Styled Obsolescence: New Editions for APA and MLA

Style GuidesStudents often wonder aloud at the minutiae of publication manuals. New editions of both the APA and MLA classics were announced this summer. The APA sixth edition, trimmed to 272 pages, at least promises to lighten the backpack when compared to the heavyweight fifth edition, which weighed in at 439 pages – still no match though for our 1977 first edition, first printing copy of the MLA Handbook, a trim 163 pages. The new, 7th edition MLA Handbook is 292 pages. 

One looks for motive. MLA now suggests one space after a period ending a sentence, but one of the changes in the new APA manual returns us to two spaces after a period at the end of a sentence (pp. 87-88). 

There are of course other styles, but APA and MLA still appear to be the heavyweights, so when they announce a rematch, we want to be ringside. 

We learn to march in cadence; if what we want is a style of our own, one pervious to whimsy, we can always try poetry, the perfect antidote to the poison of style.

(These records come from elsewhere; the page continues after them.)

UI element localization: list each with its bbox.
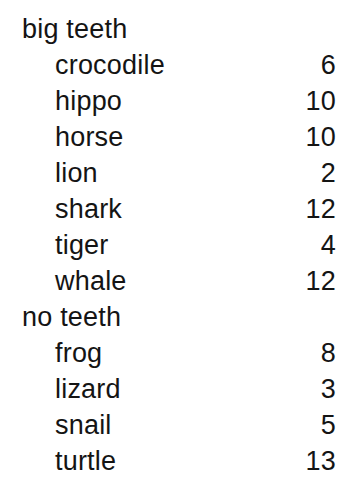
dot-leader: [125, 146, 298, 147]
entry-label: lion: [55, 155, 98, 191]
entry-label: snail: [55, 407, 112, 443]
list-item: whale 12: [22, 263, 336, 299]
dot-leader: [166, 74, 298, 75]
list-item: lizard 3: [22, 371, 336, 407]
dot-leader: [122, 398, 298, 399]
entry-count: 12: [299, 191, 336, 227]
dot-leader: [123, 218, 298, 219]
entry-label: shark: [55, 191, 122, 227]
list-item: crocodile 6: [22, 47, 336, 83]
group-no-teeth: no teeth frog 8 lizard 3 snail 5: [22, 299, 336, 479]
list-item: shark 12: [22, 191, 336, 227]
index-page: big teeth crocodile 6 hippo 10 horse 10: [0, 0, 357, 482]
entry-count: 13: [299, 443, 336, 479]
entry-label: tiger: [55, 227, 109, 263]
entries-no-teeth: frog 8 lizard 3 snail 5 turtle: [22, 335, 336, 479]
entry-label: horse: [55, 119, 124, 155]
entry-label: frog: [55, 335, 102, 371]
index-list: big teeth crocodile 6 hippo 10 horse 10: [22, 11, 336, 479]
entry-label: crocodile: [55, 47, 165, 83]
entry-label: lizard: [55, 371, 121, 407]
entry-label: whale: [55, 263, 127, 299]
dot-leader: [117, 470, 298, 471]
entry-count: 10: [299, 119, 336, 155]
list-item: tiger 4: [22, 227, 336, 263]
entry-count: 5: [299, 407, 336, 443]
dot-leader: [128, 290, 298, 291]
entry-label: hippo: [55, 83, 122, 119]
list-item: hippo 10: [22, 83, 336, 119]
group-big-teeth: big teeth crocodile 6 hippo 10 horse 10: [22, 11, 336, 299]
entry-count: 4: [299, 227, 336, 263]
dot-leader: [123, 110, 298, 111]
dot-leader: [113, 434, 298, 435]
entry-count: 12: [299, 263, 336, 299]
entry-count: 6: [299, 47, 336, 83]
entry-count: 3: [299, 371, 336, 407]
list-item: turtle 13: [22, 443, 336, 479]
entry-count: 2: [299, 155, 336, 191]
dot-leader: [99, 182, 298, 183]
list-item: frog 8: [22, 335, 336, 371]
list-item: horse 10: [22, 119, 336, 155]
entry-label: turtle: [55, 443, 116, 479]
entries-big-teeth: crocodile 6 hippo 10 horse 10 lion: [22, 47, 336, 299]
dot-leader: [103, 362, 298, 363]
list-item: snail 5: [22, 407, 336, 443]
dot-leader: [110, 254, 298, 255]
group-heading-big-teeth: big teeth: [22, 11, 336, 47]
entry-count: 10: [299, 83, 336, 119]
list-item: lion 2: [22, 155, 336, 191]
group-heading-no-teeth: no teeth: [22, 299, 336, 335]
entry-count: 8: [299, 335, 336, 371]
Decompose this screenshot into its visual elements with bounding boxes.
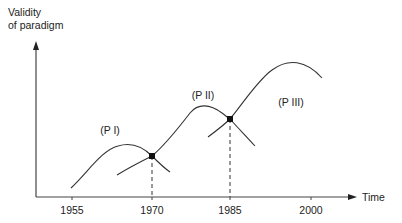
- transition-point-1985: [227, 116, 233, 122]
- tick-label-1985: 1985: [218, 204, 241, 216]
- tick-label-1955: 1955: [60, 204, 83, 216]
- tick-label-2000: 2000: [299, 204, 322, 216]
- x-axis-arrow-icon: [348, 194, 357, 200]
- y-axis-arrow-icon: [33, 41, 39, 50]
- curve-paradigm-3: [208, 62, 322, 137]
- paradigm-label-3: (P III): [278, 96, 303, 108]
- paradigm-label-1: (P I): [100, 124, 120, 136]
- x-axis-label: Time: [362, 191, 385, 204]
- diagram-canvas: [0, 0, 402, 223]
- curve-paradigm-1: [71, 145, 170, 188]
- tick-label-1970: 1970: [140, 204, 163, 216]
- curve-paradigm-2: [117, 106, 255, 175]
- transition-point-1970: [149, 153, 155, 159]
- paradigm-label-2: (P II): [192, 89, 215, 101]
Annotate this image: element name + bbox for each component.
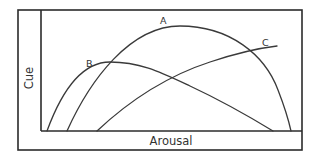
x-axis-label: Arousal bbox=[150, 134, 193, 148]
outer-frame bbox=[18, 10, 302, 150]
arousal-cue-diagram: B A C Arousal Cue bbox=[0, 0, 316, 158]
curve-c-label: C bbox=[262, 37, 269, 48]
curve-b-label: B bbox=[86, 58, 93, 69]
y-axis-label: Cue bbox=[22, 67, 36, 89]
curve-a bbox=[67, 26, 291, 131]
curve-b bbox=[47, 62, 273, 131]
curve-c bbox=[97, 46, 277, 131]
curve-a-label: A bbox=[160, 15, 167, 26]
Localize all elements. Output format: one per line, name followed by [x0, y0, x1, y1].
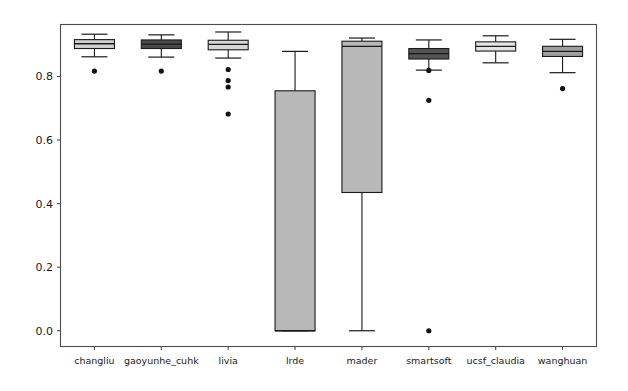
- y-tick-label: 0.8: [36, 70, 54, 83]
- box-lrde: [275, 51, 315, 330]
- outlier-point: [560, 86, 565, 91]
- outlier-point: [226, 111, 231, 116]
- x-tick-label-gaoyunhe_cuhk: gaoyunhe_cuhk: [124, 355, 199, 366]
- outlier-point: [92, 68, 97, 73]
- outlier-point: [159, 68, 164, 73]
- plot-frame: [61, 25, 597, 347]
- outlier-point: [426, 98, 431, 103]
- boxplot-figure: 0.00.20.40.60.8 changliugaoyunhe_cuhkliv…: [0, 0, 628, 391]
- outlier-point: [426, 68, 431, 73]
- box-body: [275, 91, 315, 331]
- y-tick-label: 0.0: [36, 325, 54, 338]
- outlier-point: [226, 67, 231, 72]
- x-tick-label-smartsoft: smartsoft: [406, 355, 452, 366]
- outlier-point: [226, 84, 231, 89]
- boxplot-svg: 0.00.20.40.60.8 changliugaoyunhe_cuhkliv…: [0, 0, 628, 391]
- x-tick-label-ucsf_claudia: ucsf_claudia: [466, 355, 524, 366]
- box-body: [342, 41, 382, 192]
- outlier-point: [426, 328, 431, 333]
- x-tick-label-wanghuan: wanghuan: [538, 355, 588, 366]
- outlier-point: [226, 78, 231, 83]
- x-tick-label-changliu: changliu: [74, 355, 114, 366]
- x-tick-label-lrde: lrde: [286, 355, 304, 366]
- y-tick-label: 0.6: [36, 134, 54, 147]
- y-tick-label: 0.2: [36, 261, 54, 274]
- x-tick-label-mader: mader: [347, 355, 378, 366]
- y-tick-label: 0.4: [36, 198, 54, 211]
- x-tick-label-livia: livia: [219, 355, 238, 366]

Yevtushenko Vinyl and the Freedom of Discernment

Jazz Readings in the CellarAgain at PCC, thirty years ago…. Several Russian students began dropping by my ABE workshop on a regular basis, for English lessons, and one day I brought a couple of record albums to class to play on our record player, a small cardboard box with a simple needle (the arm weighted down with a penny held on by a rubber band) that scratched across the grooves, spitting sound through a single tinny speaker. The albums were poetry readings. One of the records included Yevgeny Yevtushenko reading his poem “Babi Yar” with Lawrence Ferlinghetti. The other album was Poetry Readings in the Cellar, with the Cellar Jazz Quintet, featuring Kenneth Rexroth and Ferlinghetti.

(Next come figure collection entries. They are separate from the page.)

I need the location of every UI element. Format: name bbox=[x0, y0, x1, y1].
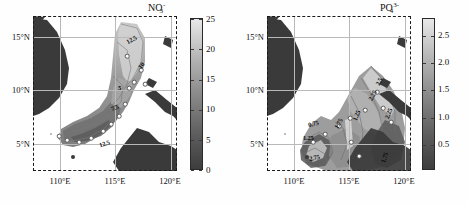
xtick-120e: 120°E bbox=[393, 176, 414, 186]
ytick-15n: 15°N bbox=[0, 32, 30, 42]
colorbar-tick-no3: 20 bbox=[206, 44, 215, 54]
colorbar-tick-po4: 1.0 bbox=[438, 112, 449, 122]
colorbar-mark bbox=[423, 36, 426, 37]
map-no3: 12.5 10 5 7.5 12.5 bbox=[33, 16, 177, 171]
colorbar-tick-no3: 25 bbox=[206, 14, 215, 24]
station-dot bbox=[65, 138, 70, 143]
landmass-vietnam bbox=[33, 18, 69, 116]
contour-label: 1.25 bbox=[303, 134, 314, 141]
gridline-120e bbox=[405, 16, 406, 171]
colorbar-po4 bbox=[422, 18, 435, 170]
islet-1 bbox=[71, 155, 75, 159]
panel-title-po4-sup: 3- bbox=[393, 1, 399, 9]
station-dot bbox=[381, 106, 386, 111]
panel-no3: NO3- bbox=[0, 0, 234, 204]
colorbar-mark bbox=[431, 118, 434, 119]
colorbar-mark bbox=[431, 145, 434, 146]
station-dot bbox=[127, 86, 132, 91]
station-dot bbox=[389, 120, 394, 125]
landmass-borneo bbox=[113, 128, 177, 171]
gridline-115e bbox=[349, 16, 350, 171]
panel-po4: PO43- bbox=[234, 0, 468, 204]
colorbar-tick-no3: 5 bbox=[206, 135, 211, 145]
colorbar-mark bbox=[191, 80, 194, 81]
map-content-po4 bbox=[267, 16, 411, 171]
station-dot bbox=[132, 80, 137, 85]
nutrient-figure: NO3- bbox=[0, 0, 468, 204]
station-dot bbox=[357, 154, 362, 159]
gridline-15n bbox=[267, 37, 411, 38]
colorbar-mark bbox=[199, 19, 202, 20]
ytick-10n: 10°N bbox=[234, 85, 264, 95]
station-dot bbox=[143, 82, 148, 87]
gridline-5n bbox=[267, 144, 411, 145]
colorbar-tick-po4: 2.5 bbox=[438, 30, 449, 40]
colorbar-mark bbox=[199, 49, 202, 50]
colorbar-mark bbox=[199, 140, 202, 141]
colorbar-tick-no3: 15 bbox=[206, 74, 215, 84]
colorbar-mark bbox=[191, 49, 194, 50]
colorbar-mark bbox=[199, 80, 202, 81]
colorbar-mark bbox=[191, 110, 194, 111]
colorbar-mark bbox=[191, 140, 194, 141]
colorbar-mark bbox=[431, 90, 434, 91]
xtick-110e: 110°E bbox=[49, 176, 70, 186]
colorbar-mark bbox=[199, 110, 202, 111]
ytick-5n: 5°N bbox=[234, 139, 264, 149]
station-dot bbox=[125, 54, 130, 59]
colorbar-tick-no3: 10 bbox=[206, 104, 215, 114]
gridline-120e bbox=[171, 16, 172, 171]
colorbar-mark bbox=[431, 36, 434, 37]
station-dot bbox=[109, 122, 114, 127]
gridline-10n bbox=[33, 90, 177, 91]
ytick-10n: 10°N bbox=[0, 85, 30, 95]
colorbar-tick-po4: 2.0 bbox=[438, 57, 449, 67]
station-dot bbox=[117, 114, 122, 119]
colorbar-tick-po4: 0.5 bbox=[438, 139, 449, 149]
gridline-10n bbox=[267, 90, 411, 91]
colorbar-mark bbox=[423, 145, 426, 146]
gridline-110e bbox=[60, 16, 61, 171]
panel-title-no3: NO3- bbox=[148, 3, 165, 13]
colorbar-mark bbox=[423, 118, 426, 119]
map-po4: 2.5 2.25 2.25 1.25 1.75 0.75 1.25 2.75 1… bbox=[267, 16, 411, 171]
landmass-palawan bbox=[145, 90, 177, 120]
colorbar-mark bbox=[191, 170, 194, 171]
colorbar-mark bbox=[191, 19, 194, 20]
station-dot bbox=[123, 102, 128, 107]
colorbar-mark bbox=[423, 90, 426, 91]
map-content-no3 bbox=[33, 16, 177, 171]
ytick-15n: 15°N bbox=[234, 32, 264, 42]
colorbar-mark bbox=[431, 63, 434, 64]
station-dot bbox=[363, 108, 368, 113]
station-dot bbox=[89, 136, 94, 141]
colorbar-tick-no3: 0 bbox=[206, 165, 211, 175]
station-dot bbox=[57, 134, 62, 139]
gridline-15n bbox=[33, 37, 177, 38]
xtick-110e: 110°E bbox=[283, 176, 304, 186]
contour-label: 5 bbox=[118, 84, 121, 91]
colorbar-mark bbox=[199, 170, 202, 171]
station-dot bbox=[349, 140, 354, 145]
xtick-115e: 115°E bbox=[104, 176, 125, 186]
xtick-115e: 115°E bbox=[338, 176, 359, 186]
ytick-5n: 5°N bbox=[0, 139, 30, 149]
panel-title-po4: PO43- bbox=[380, 3, 399, 13]
islet-2 bbox=[284, 133, 286, 135]
colorbar-no3 bbox=[190, 18, 203, 170]
xtick-120e: 120°E bbox=[159, 176, 180, 186]
station-dot bbox=[101, 129, 106, 134]
gridline-115e bbox=[115, 16, 116, 171]
colorbar-mark bbox=[423, 63, 426, 64]
landmass-vietnam bbox=[267, 18, 303, 116]
islet-3 bbox=[152, 157, 154, 159]
gridline-110e bbox=[294, 16, 295, 171]
station-dot bbox=[323, 132, 328, 137]
islet-2 bbox=[50, 133, 52, 135]
station-dot bbox=[77, 140, 82, 145]
panel-title-no3-sup: - bbox=[163, 1, 165, 9]
colorbar-tick-po4: 1.5 bbox=[438, 84, 449, 94]
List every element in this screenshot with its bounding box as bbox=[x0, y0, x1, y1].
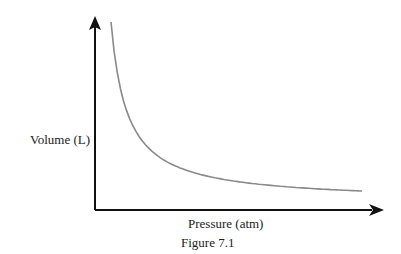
x-axis-label: Pressure (atm) bbox=[188, 216, 263, 232]
pv-curve bbox=[111, 22, 362, 191]
figure-caption: Figure 7.1 bbox=[181, 235, 234, 251]
y-axis-label: Volume (L) bbox=[30, 132, 90, 148]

YevtushenkoI played the Yevtushenko, and during the “Babi Yar” poem, nine minutes long on the album, I noticed that one of the Russian students was crying. Later, I apologized, concerned that the poetry had suggested some bad memories. But that wasn’t the reason for his crying at all, he told me. It was the fact that we could listen to this record in our classroom without feeling any kind of fear. “What a country I have come to,” he said. “We can play this record in our classroom and no one even cares.”

It seems too cryptic to end this post there, yet there was no ambiguity in his meaning, but now, thirty years later, how does one care? At the risk of falling into a nostalgic fallacy, one does care; the current reading crisis, informed in part by changing technology, which in turn seems to be changing values (what we want), may soon have us yearning for a time when we had the freedom to read and write, and to talk and listen, and we tried to exercise that freedom with discernment.

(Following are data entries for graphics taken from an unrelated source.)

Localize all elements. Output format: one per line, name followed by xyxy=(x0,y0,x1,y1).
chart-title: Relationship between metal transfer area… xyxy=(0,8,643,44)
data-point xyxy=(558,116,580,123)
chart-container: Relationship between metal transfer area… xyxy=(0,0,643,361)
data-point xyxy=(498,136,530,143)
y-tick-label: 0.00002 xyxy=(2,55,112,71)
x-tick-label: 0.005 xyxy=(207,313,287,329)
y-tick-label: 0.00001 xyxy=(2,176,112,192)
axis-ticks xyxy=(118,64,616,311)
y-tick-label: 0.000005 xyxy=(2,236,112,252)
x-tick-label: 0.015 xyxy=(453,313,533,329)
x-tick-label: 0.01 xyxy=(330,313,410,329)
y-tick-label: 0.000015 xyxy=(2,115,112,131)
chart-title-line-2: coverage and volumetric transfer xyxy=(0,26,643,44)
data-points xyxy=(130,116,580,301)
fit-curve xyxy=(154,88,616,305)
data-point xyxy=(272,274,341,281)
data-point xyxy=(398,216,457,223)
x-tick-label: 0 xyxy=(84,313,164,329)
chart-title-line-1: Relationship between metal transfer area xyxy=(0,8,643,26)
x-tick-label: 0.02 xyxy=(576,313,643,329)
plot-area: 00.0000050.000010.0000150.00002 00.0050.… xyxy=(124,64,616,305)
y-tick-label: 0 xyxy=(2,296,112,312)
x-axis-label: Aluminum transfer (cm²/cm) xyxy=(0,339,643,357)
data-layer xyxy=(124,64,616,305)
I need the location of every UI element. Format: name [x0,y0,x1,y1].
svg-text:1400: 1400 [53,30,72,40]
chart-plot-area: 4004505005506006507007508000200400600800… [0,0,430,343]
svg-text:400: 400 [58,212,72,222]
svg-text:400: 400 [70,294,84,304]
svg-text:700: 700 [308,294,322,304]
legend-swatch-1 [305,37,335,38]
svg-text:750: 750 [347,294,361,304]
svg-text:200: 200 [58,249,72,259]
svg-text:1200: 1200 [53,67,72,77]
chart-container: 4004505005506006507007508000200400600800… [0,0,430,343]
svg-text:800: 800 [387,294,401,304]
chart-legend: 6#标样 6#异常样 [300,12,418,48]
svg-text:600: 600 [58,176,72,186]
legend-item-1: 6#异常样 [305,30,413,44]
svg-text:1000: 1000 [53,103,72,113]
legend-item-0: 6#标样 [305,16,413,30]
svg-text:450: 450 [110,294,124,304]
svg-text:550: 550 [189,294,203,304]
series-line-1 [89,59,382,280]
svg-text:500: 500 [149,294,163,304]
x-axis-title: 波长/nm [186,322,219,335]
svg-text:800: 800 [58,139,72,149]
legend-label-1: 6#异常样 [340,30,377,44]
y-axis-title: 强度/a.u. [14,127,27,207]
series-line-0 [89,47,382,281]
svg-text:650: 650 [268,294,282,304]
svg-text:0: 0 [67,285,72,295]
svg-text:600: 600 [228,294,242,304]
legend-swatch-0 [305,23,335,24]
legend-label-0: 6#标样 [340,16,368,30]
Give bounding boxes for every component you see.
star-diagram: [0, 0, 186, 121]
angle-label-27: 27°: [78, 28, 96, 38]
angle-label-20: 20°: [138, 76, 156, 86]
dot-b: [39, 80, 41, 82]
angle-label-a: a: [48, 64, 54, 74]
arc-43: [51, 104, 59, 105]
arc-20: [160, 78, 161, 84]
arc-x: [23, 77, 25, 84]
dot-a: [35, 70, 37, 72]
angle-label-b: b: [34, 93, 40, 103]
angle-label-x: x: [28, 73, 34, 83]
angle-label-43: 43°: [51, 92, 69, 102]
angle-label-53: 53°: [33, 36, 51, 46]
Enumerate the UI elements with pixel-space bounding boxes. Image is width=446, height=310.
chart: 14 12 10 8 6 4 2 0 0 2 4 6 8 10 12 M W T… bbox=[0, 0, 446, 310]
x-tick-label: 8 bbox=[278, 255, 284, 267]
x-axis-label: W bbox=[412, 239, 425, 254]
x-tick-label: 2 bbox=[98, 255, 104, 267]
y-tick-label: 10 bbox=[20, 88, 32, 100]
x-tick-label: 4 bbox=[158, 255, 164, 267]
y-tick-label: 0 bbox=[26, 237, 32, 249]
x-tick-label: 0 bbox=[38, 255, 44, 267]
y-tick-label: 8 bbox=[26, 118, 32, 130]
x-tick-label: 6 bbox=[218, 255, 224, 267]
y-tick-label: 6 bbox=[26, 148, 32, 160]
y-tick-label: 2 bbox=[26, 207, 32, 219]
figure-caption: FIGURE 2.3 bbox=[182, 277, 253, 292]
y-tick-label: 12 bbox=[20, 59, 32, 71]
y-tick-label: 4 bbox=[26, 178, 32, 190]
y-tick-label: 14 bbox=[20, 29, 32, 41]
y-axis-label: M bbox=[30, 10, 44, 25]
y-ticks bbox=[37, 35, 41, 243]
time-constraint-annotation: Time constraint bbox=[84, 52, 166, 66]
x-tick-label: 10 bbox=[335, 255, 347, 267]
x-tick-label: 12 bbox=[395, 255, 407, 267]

Back to the Futurism – What’s new in Poetryland: Flarf, Conceptual Writing, and Concrete Poetry

An Anthology of Concrete PoetryWe cross the border into Poetryland. At the crossing the guards confiscate our miner’s helmet and swim fins, and ask the purpose of our visit. On holiday, sightseeing, see what’s new, we reply.

We head to the old haunts, and what do we find? Flarf, a portmanteau word that identifies a poem created from electronic detritus, a collage of bits of the web, a kind of Webarf, and Conceptual Writing, a back to the Futurism replay of Concrete Poetry.

While neither new form appears all that new, the infusion of humor, anti-seriousness, and wordplay are welcome (we wish a Poem Painting or two had been included). But we’re not sure if Flarf is a poetry of the Web, if the Web has found its poetic form, “…poetry that is native to that environment, written with the intention of being read there” (Crain, 17 June 2008).

A fickle subscriber for some years, our renewed subscription just arrived, and we were delighted to learn of Flarf and Conceptual poetry (July/August 2009).

Welcome back! Where have you been? the waitress at the Refugio Café asks. At the point the tide is out and the waves shoulder into the cove.

Williams, E. (Ed.). (1967). An Anthology of Concrete Poetry. Something Else Press: New York.